Pretty slippery—in fact, a paradox which has taxed the minds of great
theologians. Poetry, with its desire to incarnate transcendent truths
in material images while maintaining (via metaphors, symbols,
allusions, etc.) a vital sense of play and interchange between the two,
comes much closer than science, logic, or systematic theology to
capturing the mystery inherent in the Incarnation.
Jesus Christ (the Word made flesh) is the nexus, the way station, the
middle ground where God and man, spiritual and physical, Signified and
signifier, meet and join hands across a divide that was built by sin
and that too often is maintained by a rationalistic view of reality.
Christ has broken down the dividing wall, and every great poem seconds
him in his mighty work of spiritual, metaphysical, and linguistic
reconciliation."
It is ironic to see the disclaimer at the end of the article: Opinions expressed do not necessarily reflect the views of Christianity Today.

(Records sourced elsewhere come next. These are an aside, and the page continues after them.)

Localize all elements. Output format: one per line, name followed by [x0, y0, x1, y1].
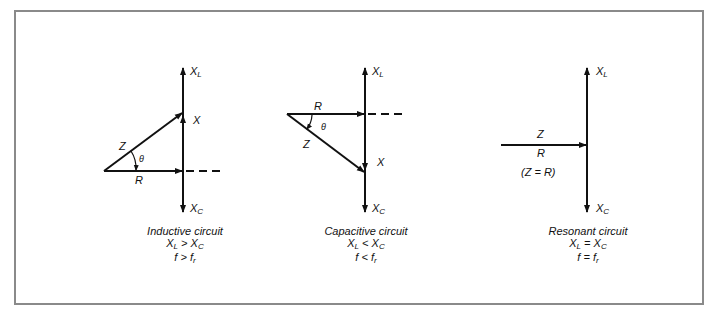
- capacitive-xc-label: XC: [372, 203, 385, 217]
- resonant-xl-label: XL: [596, 66, 608, 80]
- resonant-caption: Resonant circuit XL = XC f = fr: [518, 226, 658, 267]
- inductive-xc-label: XC: [190, 203, 203, 217]
- capacitive-caption: Capacitive circuit XL < XC f < fr: [296, 226, 436, 267]
- phasor-diagrams: [0, 0, 716, 324]
- caption-reactance-relation: XL < XC: [296, 238, 436, 253]
- inductive-xl-label: XL: [190, 66, 202, 80]
- caption-frequency-relation: f = fr: [518, 252, 658, 267]
- resonant-equality-label: (Z = R): [521, 167, 556, 178]
- caption-frequency-relation: f > fr: [115, 252, 255, 267]
- theta-arc: [307, 115, 312, 129]
- caption-frequency-relation: f < fr: [296, 252, 436, 267]
- caption-reactance-relation: XL = XC: [518, 238, 658, 253]
- inductive-z-label: Z: [119, 141, 126, 152]
- inductive-theta-label: θ: [139, 154, 144, 165]
- inductive-caption: Inductive circuit XL > XC f > fr: [115, 226, 255, 267]
- theta-arc: [131, 151, 136, 170]
- resonant-phasor: [501, 68, 587, 212]
- capacitive-z-label: Z: [303, 139, 310, 150]
- resonant-r-label: R: [537, 148, 545, 159]
- inductive-x-label: X: [193, 115, 200, 126]
- capacitive-xl-label: XL: [372, 66, 384, 80]
- inductive-r-label: R: [135, 175, 143, 186]
- caption-reactance-relation: XL > XC: [115, 238, 255, 253]
- capacitive-theta-label: θ: [321, 122, 326, 133]
- resonant-z-label: Z: [537, 129, 544, 140]
- capacitive-x-label: X: [377, 157, 384, 168]
- capacitive-r-label: R: [314, 101, 322, 112]
- resonant-xc-label: XC: [596, 203, 609, 217]
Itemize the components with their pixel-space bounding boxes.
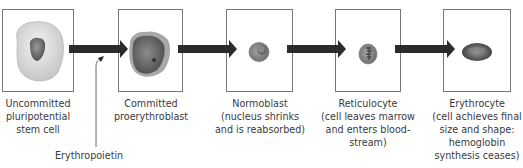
caption-stem-cell: Uncommitted pluripotential stem cell bbox=[0, 97, 76, 136]
arrow-right-icon bbox=[287, 40, 346, 58]
erythropoietin-arrow-icon bbox=[96, 56, 104, 147]
caption-erythrocyte: Erythrocyte (cell achieves final size an… bbox=[427, 97, 523, 162]
arrow-right-icon bbox=[395, 40, 455, 58]
caption-normoblast: Normoblast (nucleus shrinks and is reabs… bbox=[210, 97, 310, 136]
stem-cell-icon bbox=[17, 22, 64, 81]
normoblast-icon bbox=[249, 43, 269, 62]
reticulocyte-icon bbox=[359, 44, 377, 64]
erythropoietin-label: Erythropoietin bbox=[55, 150, 123, 161]
arrow-right-icon bbox=[69, 40, 128, 58]
caption-proerythroblast: Committed proerythroblast bbox=[110, 97, 192, 123]
caption-reticulocyte: Reticulocyte (cell leaves marrow and ent… bbox=[318, 97, 418, 149]
proerythroblast-icon bbox=[129, 31, 170, 76]
arrow-right-icon bbox=[178, 40, 237, 58]
erythrocyte-icon bbox=[462, 43, 492, 61]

My family enjoys attending the joyful celebration of Christmas at our neighborhood parish. As the acoustic bells peal a litany of magic throughout our neighborhood, St. Paul's revels in the joy and celebration by providing an evocative Eucharistic service filled with layers of meaning and symbolism that somehow manage to touch the mysteries of the Incarnation, if only for a brief few moments.
Please take the respite of the next few days and reflect on this poetic paradox called Christmas.

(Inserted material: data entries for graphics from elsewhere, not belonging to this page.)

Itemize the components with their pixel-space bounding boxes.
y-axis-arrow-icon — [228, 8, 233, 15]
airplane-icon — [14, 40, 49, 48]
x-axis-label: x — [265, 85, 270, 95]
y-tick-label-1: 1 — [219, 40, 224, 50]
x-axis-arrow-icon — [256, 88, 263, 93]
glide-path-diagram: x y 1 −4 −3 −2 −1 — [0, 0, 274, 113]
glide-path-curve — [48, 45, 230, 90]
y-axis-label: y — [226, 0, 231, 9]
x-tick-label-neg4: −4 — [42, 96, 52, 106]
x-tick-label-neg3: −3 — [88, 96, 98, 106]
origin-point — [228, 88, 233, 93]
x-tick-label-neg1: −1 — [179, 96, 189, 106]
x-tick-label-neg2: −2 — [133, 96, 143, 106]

Ponder the following words if you dare from T.S. Eliot's poem Gerontion If you feel especially adventurous, read the entire poem and do a little research. You may be surprised at what you find.
Signs are taken for wonders. “We would see a sign!” The word within a word, unable to speak a word, Swaddled with darkness. In the juvescence of the year Came Christ the tiger In depraved May, dogwood and chestnut, flowering judas, To be eaten, to be divided, to be drunk Among whispers; by Mr. Silvero With caressing hands, at Limoges Who walked all night in the next room;
The new DVD is awesome! Buy
it now! Brock Gill Alive On Stage, the full length DVD is available and will be signed and shipped to you today. Click here to buy it.
Watch the Intro below. It is less than 90 seconds long and was produced and filmed by my son-in-law, Ben, and my daughter Paige. My daughter Lauren was the costume designer, so naturally I am proud of this very creative intro.